Chip maker Nvidia remains confident about the future of artificial intelligence after the world's most valuable company reported a 59 per cent annual rise in its second-quarter profit for its 2026 fiscal year.
Profit was boosted by strong data centre revenue, although uncertainly remains about the company's future business in China.
Net income in the three months to the end of July jumped to $26.42 billion, beating analyst expectations, the California-based industry bellwether said on Wednesday.
Revenue for the period climbed 56 per cent year on year to $46.73 billion, driven by demand for its accelerate computing programme used for large language models.
“The AI race is on, and Blackwell is the platform at its centre,” said Nvidia founder and chief executive Jensen Huang, referring to its AI infrastructure.
The chip maker expects revenue this quarter to be 54 per cent, plus or minus 2 per cent. However, it does not assume any H20 shipments to China in its outlook.
“We had a record quarter without China and we just guided a record quarter without China,” Mr Huang told Yahoo Finance.
“I see AI opportunities across all of the cloud, enterprise and industrial applications and robotics, and self driving cars and digital biology, and drug discovery. We just see AI deploying everywhere.”
He also said the company was keen to capitalise on the growth of the AI market in China.
“China has 50 per cent of the AI researchers in the world. They have lots and lots of AI companies and they have lots of AI chip companies. Without us there, they will obviously have their own alternatives – and they have been growing,” he said.
“If we have an opportunity to go compete for that market, it would be great for America, it would be great for China, and we have an opportunity to go capture some of that $50 billion market that is growing at about 50 per cent every year.”
While the US government is willing to take 15 per cent of Nvidia’s revenue, Chinese buyers are reluctant to purchase American chips, said Ipek Ozkardeskaya, senior analyst and Swissquote Bank.
“That doesn’t mean Nvidia will never sell to China again – on the contrary, CEO Jensen Huang said that selling Blackwell to China is a real possibility. But for now, the company has the luxury of ignoring that opportunity. And note: $54 billion in revenue without China would mean a 15 per cent jump in just one quarter. The numbers are gigantic.”
But the company's data centre revenue, one of the company's key segments, fell slightly under Wall Street estimates, rising 56 per cent to $41.1 billion.
Nvidia said $33.8 billion of its data centre sales were “compute”, or its GPU chips. The company said compute revenue fell 1 per cent from the first quarter due to a $4 billion reduction in H20 sales.
Nvidia shares fell during after-hours trading.
“The shift is that the company’s moved from hyper growth to high growth,” said Nigel Green, chief executive of global financial advisory giant deVere Group.
“This matters because markets have priced Nvidia as if its rate of expansion could continue indefinitely, and that level of outperformance was never sustainable.”
Nvidia rose to prominence amid the generative AI boom, significantly increasing its research and manufacturing to cater to players in the hotly contested industry serving applications.
In late June, Nvidia overtook Microsoft to become the world's most valuable publicly traded company. Shortly afterwards, it became the first to hit a market capitalisation of $4 trillion, beating Microsoft and Apple, which had both been tipped to reach that milestone first.
The company, and the wider AI market, hit a snag last week after Sam Altman, the chief executive of ChatGPT maker OpenAI, reportedly said the AI market is in a bubble, causing Nvidia's stock to drop 3.5 per cent.
But with its second-quarter results, and “as the world's most valuable company with a large weighting in major indices, Nvidia’s results directly affect market direction”, Milad Azar, a market analyst at broker XTB Mena, told The National.
“Its financial disclosures are now seen not just as corporate updates but as important indications that can either support the ongoing AI-driven rally or prompt caution among investors.”
Nvidia is valued at about $4.3 trillion, data from CompaniesMarketCap shows. The company makes up about 8 per cent of the S&P 500 – a record for a US company. Its value is also bigger than the entire global cryptocurrency market, according to trading platform eToro.
The company also said it is continuing to increase its Blackwell architecture, which rose 17 per cent from the previous quarter, including its Blackwell Ultra architecture.
“Blackwell is the AI platform the world has been waiting for, delivering an exceptional generational leap. Production of Blackwell Ultra is ramping at full speed, and demand is extraordinary,” Mr Huang said.
“Investors are compelled not only by Nvidia’s incredible return on equity and free cash flow, but also by its ability to maintain an innovation edge in GPUs and data centres, ensuring it retains top spot in the space for some time,” Chris Weston, head of research at broker Pepperstone, told The National.
“Despite increased political challenges over the past 12 months, the investment case for Nvidia remains strong.”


Your objective -
Output the listing verbatim, leaving out every picture.

[[ Provided entries, beginning ]]

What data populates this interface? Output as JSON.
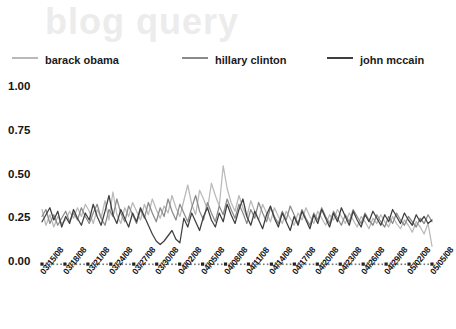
{
  "chart_data": {
    "type": "line",
    "title": "blog query",
    "xlabel": "",
    "ylabel": "",
    "ylim": [
      0.0,
      1.0
    ],
    "yticks": [
      "0.00",
      "0.25",
      "0.50",
      "0.75",
      "1.00"
    ],
    "ytick_values": [
      0.0,
      0.25,
      0.5,
      0.75,
      1.0
    ],
    "grid": false,
    "legend_position": "top",
    "x_tick_labels": [
      "03/15/08",
      "03/18/08",
      "03/21/08",
      "03/24/08",
      "03/27/08",
      "03/30/08",
      "04/02/08",
      "04/05/08",
      "04/08/08",
      "04/11/08",
      "04/14/08",
      "04/17/08",
      "04/20/08",
      "04/23/08",
      "04/26/08",
      "04/29/08",
      "05/02/08",
      "05/05/08"
    ],
    "x_tick_step_days": 3,
    "x_start": "03/15/08",
    "x_end": "05/05/08",
    "series": [
      {
        "name": "barack obama",
        "color": "#b9b9b9",
        "values": [
          0.3,
          0.21,
          0.27,
          0.2,
          0.26,
          0.22,
          0.24,
          0.29,
          0.25,
          0.31,
          0.26,
          0.33,
          0.29,
          0.22,
          0.3,
          0.25,
          0.35,
          0.24,
          0.4,
          0.27,
          0.22,
          0.31,
          0.26,
          0.34,
          0.29,
          0.24,
          0.33,
          0.27,
          0.36,
          0.3,
          0.25,
          0.32,
          0.28,
          0.38,
          0.31,
          0.26,
          0.35,
          0.44,
          0.33,
          0.27,
          0.41,
          0.36,
          0.3,
          0.45,
          0.38,
          0.32,
          0.55,
          0.42,
          0.34,
          0.29,
          0.38,
          0.31,
          0.26,
          0.35,
          0.29,
          0.24,
          0.33,
          0.28,
          0.23,
          0.31,
          0.26,
          0.22,
          0.29,
          0.25,
          0.21,
          0.28,
          0.24,
          0.31,
          0.26,
          0.22,
          0.29,
          0.25,
          0.21,
          0.27,
          0.24,
          0.3,
          0.26,
          0.22,
          0.28,
          0.24,
          0.2,
          0.26,
          0.23,
          0.19,
          0.25,
          0.22,
          0.27,
          0.23,
          0.2,
          0.26,
          0.22,
          0.19,
          0.24,
          0.21,
          0.17,
          0.23,
          0.2,
          0.16,
          0.22,
          0.09
        ]
      },
      {
        "name": "hillary clinton",
        "color": "#8a8a8a",
        "values": [
          0.26,
          0.3,
          0.22,
          0.27,
          0.21,
          0.25,
          0.29,
          0.23,
          0.28,
          0.24,
          0.31,
          0.26,
          0.22,
          0.28,
          0.33,
          0.25,
          0.21,
          0.3,
          0.26,
          0.36,
          0.28,
          0.23,
          0.32,
          0.27,
          0.22,
          0.3,
          0.25,
          0.34,
          0.28,
          0.23,
          0.31,
          0.26,
          0.36,
          0.29,
          0.24,
          0.33,
          0.28,
          0.23,
          0.31,
          0.38,
          0.29,
          0.24,
          0.34,
          0.28,
          0.23,
          0.32,
          0.27,
          0.36,
          0.3,
          0.25,
          0.33,
          0.28,
          0.22,
          0.3,
          0.25,
          0.34,
          0.28,
          0.23,
          0.31,
          0.26,
          0.22,
          0.29,
          0.24,
          0.32,
          0.27,
          0.22,
          0.3,
          0.25,
          0.21,
          0.28,
          0.24,
          0.31,
          0.26,
          0.22,
          0.29,
          0.25,
          0.21,
          0.27,
          0.23,
          0.3,
          0.26,
          0.22,
          0.28,
          0.24,
          0.21,
          0.27,
          0.23,
          0.2,
          0.26,
          0.22,
          0.28,
          0.24,
          0.21,
          0.26,
          0.23,
          0.2,
          0.25,
          0.22,
          0.27,
          0.23
        ]
      },
      {
        "name": "john mccain",
        "color": "#3f3f3f",
        "values": [
          0.23,
          0.27,
          0.31,
          0.24,
          0.29,
          0.2,
          0.26,
          0.22,
          0.3,
          0.25,
          0.21,
          0.28,
          0.24,
          0.33,
          0.26,
          0.21,
          0.29,
          0.38,
          0.27,
          0.22,
          0.3,
          0.25,
          0.2,
          0.28,
          0.23,
          0.31,
          0.26,
          0.21,
          0.16,
          0.12,
          0.1,
          0.12,
          0.15,
          0.18,
          0.13,
          0.11,
          0.25,
          0.2,
          0.28,
          0.23,
          0.18,
          0.26,
          0.31,
          0.24,
          0.2,
          0.28,
          0.23,
          0.33,
          0.27,
          0.22,
          0.3,
          0.36,
          0.26,
          0.21,
          0.29,
          0.24,
          0.19,
          0.27,
          0.32,
          0.25,
          0.2,
          0.28,
          0.23,
          0.18,
          0.26,
          0.21,
          0.29,
          0.24,
          0.19,
          0.27,
          0.22,
          0.3,
          0.25,
          0.2,
          0.28,
          0.23,
          0.31,
          0.26,
          0.21,
          0.29,
          0.24,
          0.2,
          0.27,
          0.23,
          0.29,
          0.25,
          0.21,
          0.27,
          0.23,
          0.3,
          0.26,
          0.22,
          0.28,
          0.24,
          0.21,
          0.27,
          0.23,
          0.26,
          0.22,
          0.24
        ]
      }
    ]
  },
  "legend": {
    "items": [
      {
        "label": "barack obama"
      },
      {
        "label": "hillary clinton"
      },
      {
        "label": "john mccain"
      }
    ]
  }
}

[[ Provided entries, end ]]

Task result -
What data populates this interface? Output as JSON.
{
  "chart_data": {
    "type": "line",
    "title": "blog query",
    "xlabel": "",
    "ylabel": "",
    "ylim": [
      0.0,
      1.0
    ],
    "yticks": [
      "0.00",
      "0.25",
      "0.50",
      "0.75",
      "1.00"
    ],
    "ytick_values": [
      0.0,
      0.25,
      0.5,
      0.75,
      1.0
    ],
    "grid": false,
    "legend_position": "top",
    "x_tick_labels": [
      "03/15/08",
      "03/18/08",
      "03/21/08",
      "03/24/08",
      "03/27/08",
      "03/30/08",
      "04/02/08",
      "04/05/08",
      "04/08/08",
      "04/11/08",
      "04/14/08",
      "04/17/08",
      "04/20/08",
      "04/23/08",
      "04/26/08",
      "04/29/08",
      "05/02/08",
      "05/05/08"
    ],
    "x_tick_step_days": 3,
    "x_start": "03/15/08",
    "x_end": "05/05/08",
    "series": [
      {
        "name": "barack obama",
        "color": "#b9b9b9",
        "values": [
          0.3,
          0.21,
          0.27,
          0.2,
          0.26,
          0.22,
          0.24,
          0.29,
          0.25,
          0.31,
          0.26,
          0.33,
          0.29,
          0.22,
          0.3,
          0.25,
          0.35,
          0.24,
          0.4,
          0.27,
          0.22,
          0.31,
          0.26,
          0.34,
          0.29,
          0.24,
          0.33,
          0.27,
          0.36,
          0.3,
          0.25,
          0.32,
          0.28,
          0.38,
          0.31,
          0.26,
          0.35,
          0.44,
          0.33,
          0.27,
          0.41,
          0.36,
          0.3,
          0.45,
          0.38,
          0.32,
          0.55,
          0.42,
          0.34,
          0.29,
          0.38,
          0.31,
          0.26,
          0.35,
          0.29,
          0.24,
          0.33,
          0.28,
          0.23,
          0.31,
          0.26,
          0.22,
          0.29,
          0.25,
          0.21,
          0.28,
          0.24,
          0.31,
          0.26,
          0.22,
          0.29,
          0.25,
          0.21,
          0.27,
          0.24,
          0.3,
          0.26,
          0.22,
          0.28,
          0.24,
          0.2,
          0.26,
          0.23,
          0.19,
          0.25,
          0.22,
          0.27,
          0.23,
          0.2,
          0.26,
          0.22,
          0.19,
          0.24,
          0.21,
          0.17,
          0.23,
          0.2,
          0.16,
          0.22,
          0.09
        ]
      },
      {
        "name": "hillary clinton",
        "color": "#8a8a8a",
        "values": [
          0.26,
          0.3,
          0.22,
          0.27,
          0.21,
          0.25,
          0.29,
          0.23,
          0.28,
          0.24,
          0.31,
          0.26,
          0.22,
          0.28,
          0.33,
          0.25,
          0.21,
          0.3,
          0.26,
          0.36,
          0.28,
          0.23,
          0.32,
          0.27,
          0.22,
          0.3,
          0.25,
          0.34,
          0.28,
          0.23,
          0.31,
          0.26,
          0.36,
          0.29,
          0.24,
          0.33,
          0.28,
          0.23,
          0.31,
          0.38,
          0.29,
          0.24,
          0.34,
          0.28,
          0.23,
          0.32,
          0.27,
          0.36,
          0.3,
          0.25,
          0.33,
          0.28,
          0.22,
          0.3,
          0.25,
          0.34,
          0.28,
          0.23,
          0.31,
          0.26,
          0.22,
          0.29,
          0.24,
          0.32,
          0.27,
          0.22,
          0.3,
          0.25,
          0.21,
          0.28,
          0.24,
          0.31,
          0.26,
          0.22,
          0.29,
          0.25,
          0.21,
          0.27,
          0.23,
          0.3,
          0.26,
          0.22,
          0.28,
          0.24,
          0.21,
          0.27,
          0.23,
          0.2,
          0.26,
          0.22,
          0.28,
          0.24,
          0.21,
          0.26,
          0.23,
          0.2,
          0.25,
          0.22,
          0.27,
          0.23
        ]
      },
      {
        "name": "john mccain",
        "color": "#3f3f3f",
        "values": [
          0.23,
          0.27,
          0.31,
          0.24,
          0.29,
          0.2,
          0.26,
          0.22,
          0.3,
          0.25,
          0.21,
          0.28,
          0.24,
          0.33,
          0.26,
          0.21,
          0.29,
          0.38,
          0.27,
          0.22,
          0.3,
          0.25,
          0.2,
          0.28,
          0.23,
          0.31,
          0.26,
          0.21,
          0.16,
          0.12,
          0.1,
          0.12,
          0.15,
          0.18,
          0.13,
          0.11,
          0.25,
          0.2,
          0.28,
          0.23,
          0.18,
          0.26,
          0.31,
          0.24,
          0.2,
          0.28,
          0.23,
          0.33,
          0.27,
          0.22,
          0.3,
          0.36,
          0.26,
          0.21,
          0.29,
          0.24,
          0.19,
          0.27,
          0.32,
          0.25,
          0.2,
          0.28,
          0.23,
          0.18,
          0.26,
          0.21,
          0.29,
          0.24,
          0.19,
          0.27,
          0.22,
          0.3,
          0.25,
          0.2,
          0.28,
          0.23,
          0.31,
          0.26,
          0.21,
          0.29,
          0.24,
          0.2,
          0.27,
          0.23,
          0.29,
          0.25,
          0.21,
          0.27,
          0.23,
          0.3,
          0.26,
          0.22,
          0.28,
          0.24,
          0.21,
          0.27,
          0.23,
          0.26,
          0.22,
          0.24
        ]
      }
    ]
  },
  "legend": {
    "items": [
      {
        "label": "barack obama"
      },
      {
        "label": "hillary clinton"
      },
      {
        "label": "john mccain"
      }
    ]
  }
}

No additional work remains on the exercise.